■ **Task**: In how many lines of the records does the string "will" appear? State only the number.

Records drawn from a dataset
______________________________

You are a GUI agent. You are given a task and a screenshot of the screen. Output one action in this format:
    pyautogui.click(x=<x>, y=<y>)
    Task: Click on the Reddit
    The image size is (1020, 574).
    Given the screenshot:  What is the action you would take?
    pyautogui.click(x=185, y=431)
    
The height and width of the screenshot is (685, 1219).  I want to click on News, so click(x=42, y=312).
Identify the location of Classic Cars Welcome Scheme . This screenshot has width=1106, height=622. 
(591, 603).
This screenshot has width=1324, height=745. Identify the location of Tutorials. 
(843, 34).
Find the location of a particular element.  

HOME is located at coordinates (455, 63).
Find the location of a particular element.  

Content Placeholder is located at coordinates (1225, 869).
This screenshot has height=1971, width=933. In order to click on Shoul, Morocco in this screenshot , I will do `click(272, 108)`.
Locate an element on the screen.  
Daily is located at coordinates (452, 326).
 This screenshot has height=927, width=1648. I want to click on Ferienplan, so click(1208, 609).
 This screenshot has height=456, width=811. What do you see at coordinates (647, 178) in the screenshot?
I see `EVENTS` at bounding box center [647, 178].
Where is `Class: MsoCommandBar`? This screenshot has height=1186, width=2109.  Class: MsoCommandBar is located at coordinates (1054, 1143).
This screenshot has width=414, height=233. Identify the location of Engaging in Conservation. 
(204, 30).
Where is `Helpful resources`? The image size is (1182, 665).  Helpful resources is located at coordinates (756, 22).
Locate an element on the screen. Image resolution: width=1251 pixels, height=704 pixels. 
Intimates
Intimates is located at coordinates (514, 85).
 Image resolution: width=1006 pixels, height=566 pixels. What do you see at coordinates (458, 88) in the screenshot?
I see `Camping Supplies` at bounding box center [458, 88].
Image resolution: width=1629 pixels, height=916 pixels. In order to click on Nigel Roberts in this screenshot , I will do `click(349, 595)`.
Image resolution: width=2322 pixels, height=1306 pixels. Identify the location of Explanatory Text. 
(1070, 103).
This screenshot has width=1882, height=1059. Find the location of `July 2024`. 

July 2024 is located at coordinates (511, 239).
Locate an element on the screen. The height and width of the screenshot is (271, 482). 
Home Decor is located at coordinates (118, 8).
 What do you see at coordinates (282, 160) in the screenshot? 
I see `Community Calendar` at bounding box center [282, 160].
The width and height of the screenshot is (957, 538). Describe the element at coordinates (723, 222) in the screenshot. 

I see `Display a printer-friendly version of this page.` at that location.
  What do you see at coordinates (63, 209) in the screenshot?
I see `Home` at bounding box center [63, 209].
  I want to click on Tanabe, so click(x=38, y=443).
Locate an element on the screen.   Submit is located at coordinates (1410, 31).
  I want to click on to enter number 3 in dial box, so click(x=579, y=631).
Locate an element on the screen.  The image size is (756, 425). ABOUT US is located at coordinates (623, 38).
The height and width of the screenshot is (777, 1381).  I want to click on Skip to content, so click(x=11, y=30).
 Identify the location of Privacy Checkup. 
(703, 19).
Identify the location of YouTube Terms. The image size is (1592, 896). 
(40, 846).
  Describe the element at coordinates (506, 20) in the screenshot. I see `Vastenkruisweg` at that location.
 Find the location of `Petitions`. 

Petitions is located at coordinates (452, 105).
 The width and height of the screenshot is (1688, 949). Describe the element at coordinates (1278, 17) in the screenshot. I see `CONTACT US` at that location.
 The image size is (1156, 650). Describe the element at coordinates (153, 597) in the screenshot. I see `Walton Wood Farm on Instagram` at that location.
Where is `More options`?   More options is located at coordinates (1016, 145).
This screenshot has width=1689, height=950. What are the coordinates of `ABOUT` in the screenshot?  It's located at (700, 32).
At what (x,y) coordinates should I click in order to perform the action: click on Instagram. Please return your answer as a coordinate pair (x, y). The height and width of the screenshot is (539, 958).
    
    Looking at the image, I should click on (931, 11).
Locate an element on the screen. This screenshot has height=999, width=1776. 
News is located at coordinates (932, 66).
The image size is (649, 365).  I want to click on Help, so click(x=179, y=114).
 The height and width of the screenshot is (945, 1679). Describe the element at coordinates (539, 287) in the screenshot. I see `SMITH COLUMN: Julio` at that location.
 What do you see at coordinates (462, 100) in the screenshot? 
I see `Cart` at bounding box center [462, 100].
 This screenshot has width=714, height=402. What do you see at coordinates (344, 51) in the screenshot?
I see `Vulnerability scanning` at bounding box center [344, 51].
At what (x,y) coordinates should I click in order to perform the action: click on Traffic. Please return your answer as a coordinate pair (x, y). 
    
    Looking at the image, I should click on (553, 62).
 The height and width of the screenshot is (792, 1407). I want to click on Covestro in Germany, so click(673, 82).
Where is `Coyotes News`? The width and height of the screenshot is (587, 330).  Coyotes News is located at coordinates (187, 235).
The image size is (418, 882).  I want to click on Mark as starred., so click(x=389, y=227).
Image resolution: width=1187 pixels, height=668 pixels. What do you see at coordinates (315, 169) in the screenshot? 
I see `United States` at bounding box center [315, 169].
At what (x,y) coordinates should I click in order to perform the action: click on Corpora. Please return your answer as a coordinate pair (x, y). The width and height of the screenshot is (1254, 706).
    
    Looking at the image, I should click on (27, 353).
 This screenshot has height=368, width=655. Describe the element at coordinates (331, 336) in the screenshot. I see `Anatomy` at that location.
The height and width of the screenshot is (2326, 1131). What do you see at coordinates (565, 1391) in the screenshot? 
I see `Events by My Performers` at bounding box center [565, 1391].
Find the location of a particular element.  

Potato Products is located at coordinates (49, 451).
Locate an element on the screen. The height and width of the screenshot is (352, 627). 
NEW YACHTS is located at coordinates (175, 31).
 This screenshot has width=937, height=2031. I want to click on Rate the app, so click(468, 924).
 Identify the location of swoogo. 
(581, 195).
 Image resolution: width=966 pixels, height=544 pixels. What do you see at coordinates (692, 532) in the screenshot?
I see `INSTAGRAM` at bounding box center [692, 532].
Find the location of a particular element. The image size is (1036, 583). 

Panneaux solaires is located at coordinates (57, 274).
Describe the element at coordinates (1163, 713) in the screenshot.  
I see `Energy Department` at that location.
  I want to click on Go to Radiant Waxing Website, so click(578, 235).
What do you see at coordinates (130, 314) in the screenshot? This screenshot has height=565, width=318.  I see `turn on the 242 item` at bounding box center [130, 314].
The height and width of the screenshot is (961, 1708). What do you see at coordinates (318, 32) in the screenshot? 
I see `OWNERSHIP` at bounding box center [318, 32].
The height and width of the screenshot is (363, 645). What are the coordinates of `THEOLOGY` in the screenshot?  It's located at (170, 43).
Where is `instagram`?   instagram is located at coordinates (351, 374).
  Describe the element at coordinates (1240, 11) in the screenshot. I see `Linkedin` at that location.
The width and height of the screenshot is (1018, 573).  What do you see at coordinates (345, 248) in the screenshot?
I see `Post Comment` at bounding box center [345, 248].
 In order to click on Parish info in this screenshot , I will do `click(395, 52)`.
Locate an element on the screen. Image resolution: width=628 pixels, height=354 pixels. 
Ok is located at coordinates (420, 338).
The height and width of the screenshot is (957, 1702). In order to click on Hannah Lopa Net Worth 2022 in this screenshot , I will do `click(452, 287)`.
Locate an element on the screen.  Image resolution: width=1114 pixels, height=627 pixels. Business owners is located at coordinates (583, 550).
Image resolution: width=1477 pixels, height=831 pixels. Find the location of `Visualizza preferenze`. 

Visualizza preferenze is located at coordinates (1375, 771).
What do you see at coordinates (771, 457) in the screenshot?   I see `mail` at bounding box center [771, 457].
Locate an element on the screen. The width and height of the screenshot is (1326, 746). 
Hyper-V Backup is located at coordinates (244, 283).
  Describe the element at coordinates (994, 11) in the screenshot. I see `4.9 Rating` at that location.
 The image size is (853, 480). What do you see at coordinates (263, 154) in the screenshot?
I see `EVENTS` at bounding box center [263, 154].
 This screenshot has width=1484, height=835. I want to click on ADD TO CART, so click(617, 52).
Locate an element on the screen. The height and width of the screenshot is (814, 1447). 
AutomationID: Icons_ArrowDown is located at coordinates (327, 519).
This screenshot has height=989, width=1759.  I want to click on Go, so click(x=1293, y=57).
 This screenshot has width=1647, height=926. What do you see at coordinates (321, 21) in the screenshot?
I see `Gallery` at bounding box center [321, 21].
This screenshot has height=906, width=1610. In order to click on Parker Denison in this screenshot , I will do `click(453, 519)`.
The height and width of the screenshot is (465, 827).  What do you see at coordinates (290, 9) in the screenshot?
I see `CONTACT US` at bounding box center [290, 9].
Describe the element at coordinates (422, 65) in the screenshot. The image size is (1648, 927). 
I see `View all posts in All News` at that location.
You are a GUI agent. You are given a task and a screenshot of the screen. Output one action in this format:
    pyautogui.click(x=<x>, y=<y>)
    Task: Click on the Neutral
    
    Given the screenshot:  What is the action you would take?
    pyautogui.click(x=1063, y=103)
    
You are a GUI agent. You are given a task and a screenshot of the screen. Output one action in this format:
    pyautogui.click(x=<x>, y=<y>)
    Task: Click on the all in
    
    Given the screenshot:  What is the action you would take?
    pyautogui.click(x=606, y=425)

______________________________

■ **Answer**: 5